There is, for 8th gen the supported chipsets are-
Intel® H370 Chipset, Intel® Q370 Chipset, Intel® B360 Chipset, Intel® C246 Chipset (WS), Intel® Z370 Chipset, Intel® Z390 Chipset
So no H310.
Still, its a lot better. The Celeron G4920 is $76 at Newegg.com. Core i3 8100 is double the price at $151. The price difference is worth 16GB Optane + HDD.
Edit:
What's the best/cheapest config for Optane? 32GB Optane Memory + 4TB-6TB HDD? Or 32GB Optane Memory + 1TB Samsung 860 QVO SATA6G 2.5" SSD? Or would getting an Intel 660p 1TB-2TB M.2 NVMe be better, and skip the Optane? Or even use an Optane, with the 660p, as a cache?
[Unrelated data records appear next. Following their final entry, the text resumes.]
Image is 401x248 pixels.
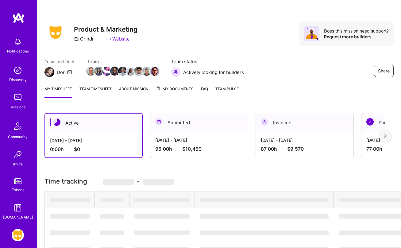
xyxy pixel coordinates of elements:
span: Team architect [44,58,74,65]
a: Grindr: Product & Marketing [10,229,25,241]
span: Actively looking for builders [183,69,244,75]
div: Grindr [74,36,94,42]
span: ‌ [200,198,328,202]
div: Tokens [12,186,24,193]
span: ‌ [200,214,328,218]
div: [DOMAIN_NAME] [3,214,33,220]
span: Team status [171,58,244,65]
img: Team Member Avatar [134,67,143,76]
span: ‌ [143,178,173,185]
img: right [384,133,386,138]
img: discovery [12,64,24,76]
img: logo [12,12,25,23]
a: Team timesheet [79,86,112,98]
div: Community [8,133,28,140]
span: ‌ [103,178,134,185]
img: Company Logo [44,24,67,41]
img: Team Member Avatar [142,67,151,76]
div: Missions [10,104,25,110]
span: ‌ [50,230,89,234]
a: About Mission [119,86,148,98]
img: Team Architect [44,67,54,77]
span: $9,570 [287,146,303,152]
span: - [103,177,173,185]
div: Request more builders [324,34,388,40]
img: Actively looking for builders [171,67,181,77]
div: Invite [13,161,23,167]
img: Team Member Avatar [150,67,159,76]
img: Paid Out [366,118,373,125]
a: Team Member Avatar [135,66,143,76]
span: ‌ [134,198,189,202]
div: 0:00 h [50,146,137,152]
a: Website [106,36,130,42]
span: ‌ [100,198,124,202]
span: My Documents [156,86,193,92]
div: Invoiced [256,113,353,132]
span: ‌ [50,214,89,218]
div: Notifications [7,48,29,54]
a: Team Member Avatar [103,66,111,76]
i: icon CompanyGray [74,36,79,41]
i: icon Mail [67,70,72,74]
h3: Product & Marketing [74,25,137,33]
button: Share [374,65,393,77]
img: Team Member Avatar [86,67,95,76]
div: [DATE] - [DATE] [50,137,137,143]
a: Team Member Avatar [127,66,135,76]
a: Team Member Avatar [150,66,158,76]
div: 95:00 h [155,146,243,152]
a: Team Member Avatar [143,66,150,76]
div: Dor [57,69,65,75]
img: Active [53,118,60,126]
span: Share [378,68,389,74]
span: $10,450 [182,146,201,152]
span: Team Pulse [215,86,238,91]
span: $0 [74,146,80,152]
h3: Time tracking [44,177,393,185]
img: Avatar [304,26,319,41]
div: Active [45,113,142,132]
a: Team Pulse [215,86,238,98]
img: Team Member Avatar [118,67,127,76]
img: Team Member Avatar [110,67,119,76]
div: [DATE] - [DATE] [261,137,348,143]
img: Team Member Avatar [102,67,111,76]
span: ‌ [200,230,328,234]
span: ‌ [100,214,124,218]
div: Does this mission need support? [324,28,388,34]
a: Team Member Avatar [95,66,103,76]
img: bell [12,36,24,48]
div: Submitted [150,113,248,132]
span: ‌ [134,230,189,234]
img: guide book [12,201,24,214]
img: Grindr: Product & Marketing [12,229,24,241]
span: ‌ [134,214,189,218]
img: Team Member Avatar [94,67,103,76]
a: Team Member Avatar [87,66,95,76]
a: Team Member Avatar [111,66,119,76]
span: ‌ [50,198,89,202]
img: Invite [12,148,24,161]
a: My timesheet [44,86,72,98]
img: teamwork [12,91,24,104]
img: tokens [14,178,21,184]
span: Team [87,58,158,65]
img: Team Member Avatar [126,67,135,76]
a: FAQ [201,86,208,98]
img: Community [10,119,25,133]
div: Discovery [9,76,27,83]
img: Invoiced [261,118,268,125]
div: 87:00 h [261,146,348,152]
a: Team Member Avatar [119,66,127,76]
a: My Documents [156,86,193,98]
span: ‌ [100,230,124,234]
div: [DATE] - [DATE] [155,137,243,143]
img: Submitted [155,118,162,125]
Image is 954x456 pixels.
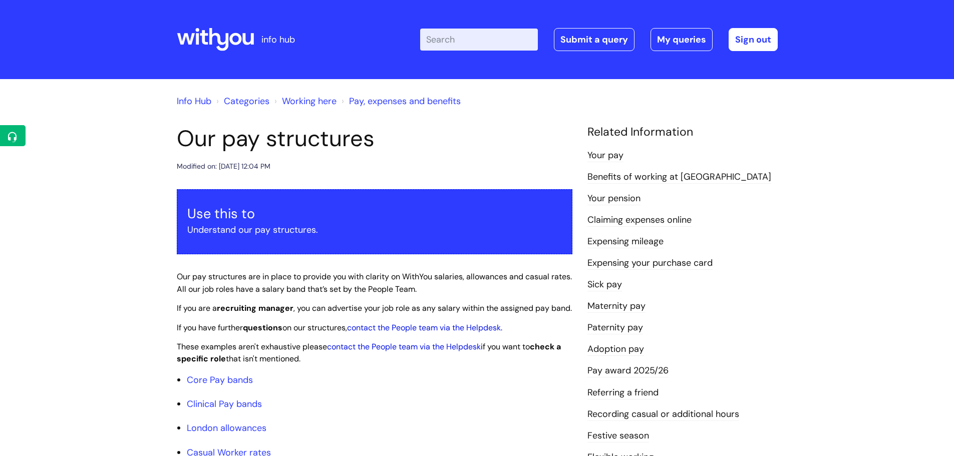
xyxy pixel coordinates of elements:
input: Search [420,29,538,51]
a: Expensing your purchase card [587,257,713,270]
strong: recruiting manager [217,303,293,314]
strong: questions [243,323,282,333]
a: contact the People team via the Helpdesk [347,323,501,333]
a: Clinical Pay bands [187,398,262,410]
li: Pay, expenses and benefits [339,93,461,109]
a: Claiming expenses online [587,214,692,227]
h4: Related Information [587,125,778,139]
li: Solution home [214,93,269,109]
a: Maternity pay [587,300,646,313]
a: Pay award 2025/26 [587,365,669,378]
li: Working here [272,93,337,109]
a: Festive season [587,430,649,443]
a: Adoption pay [587,343,644,356]
p: Understand our pay structures. [187,222,562,238]
a: Expensing mileage [587,235,664,248]
span: These examples aren't exhaustive please if you want to that isn't mentioned. [177,342,561,365]
a: Referring a friend [587,387,659,400]
span: If you are a , you can advertise your job role as any salary within the assigned pay band. [177,303,572,314]
a: Recording casual or additional hours [587,408,739,421]
a: Submit a query [554,28,635,51]
a: Paternity pay [587,322,643,335]
a: Benefits of working at [GEOGRAPHIC_DATA] [587,171,771,184]
a: London allowances [187,422,266,434]
a: Your pension [587,192,641,205]
a: My queries [651,28,713,51]
a: Categories [224,95,269,107]
a: Working here [282,95,337,107]
h1: Our pay structures [177,125,572,152]
span: If you have further on our structures, . [177,323,502,333]
a: Core Pay bands [187,374,253,386]
a: Pay, expenses and benefits [349,95,461,107]
a: Sign out [729,28,778,51]
a: Your pay [587,149,624,162]
a: Sick pay [587,278,622,291]
div: Modified on: [DATE] 12:04 PM [177,160,270,173]
p: info hub [261,32,295,48]
a: contact the People team via the Helpdesk [327,342,481,352]
h3: Use this to [187,206,562,222]
span: Our pay structures are in place to provide you with clarity on WithYou salaries, allowances and c... [177,271,572,294]
a: Info Hub [177,95,211,107]
div: | - [420,28,778,51]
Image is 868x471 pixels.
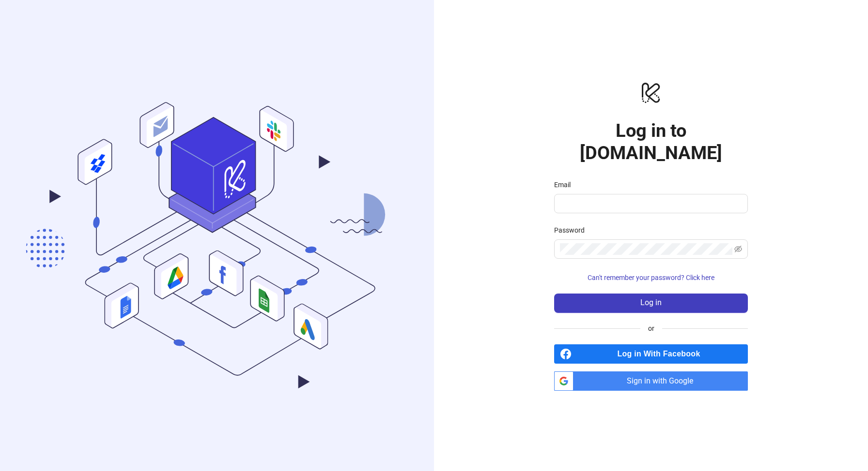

Would it even make sense to cache NVMe with another NVMe?
If you are going for Intel's official "Optane Memory" configuration with what you outlined above, you could wait for the Optane H10, since that requires support anyway and will likely perform better due to more integration. The integration level goes beyond current Optane Memory and WD^2 and is a step towards full hardware integration like the SSHDs. Pricing might be in the 760p range though. And I'm not 100% sure being available outside of notebooks.
You can't cache NVMe drives(well actually you can with RST, just not with official Optane software which also performs better). I don't know if its them not worth bothering with it(because they said the difference isn't worth it), or its a technical limitation.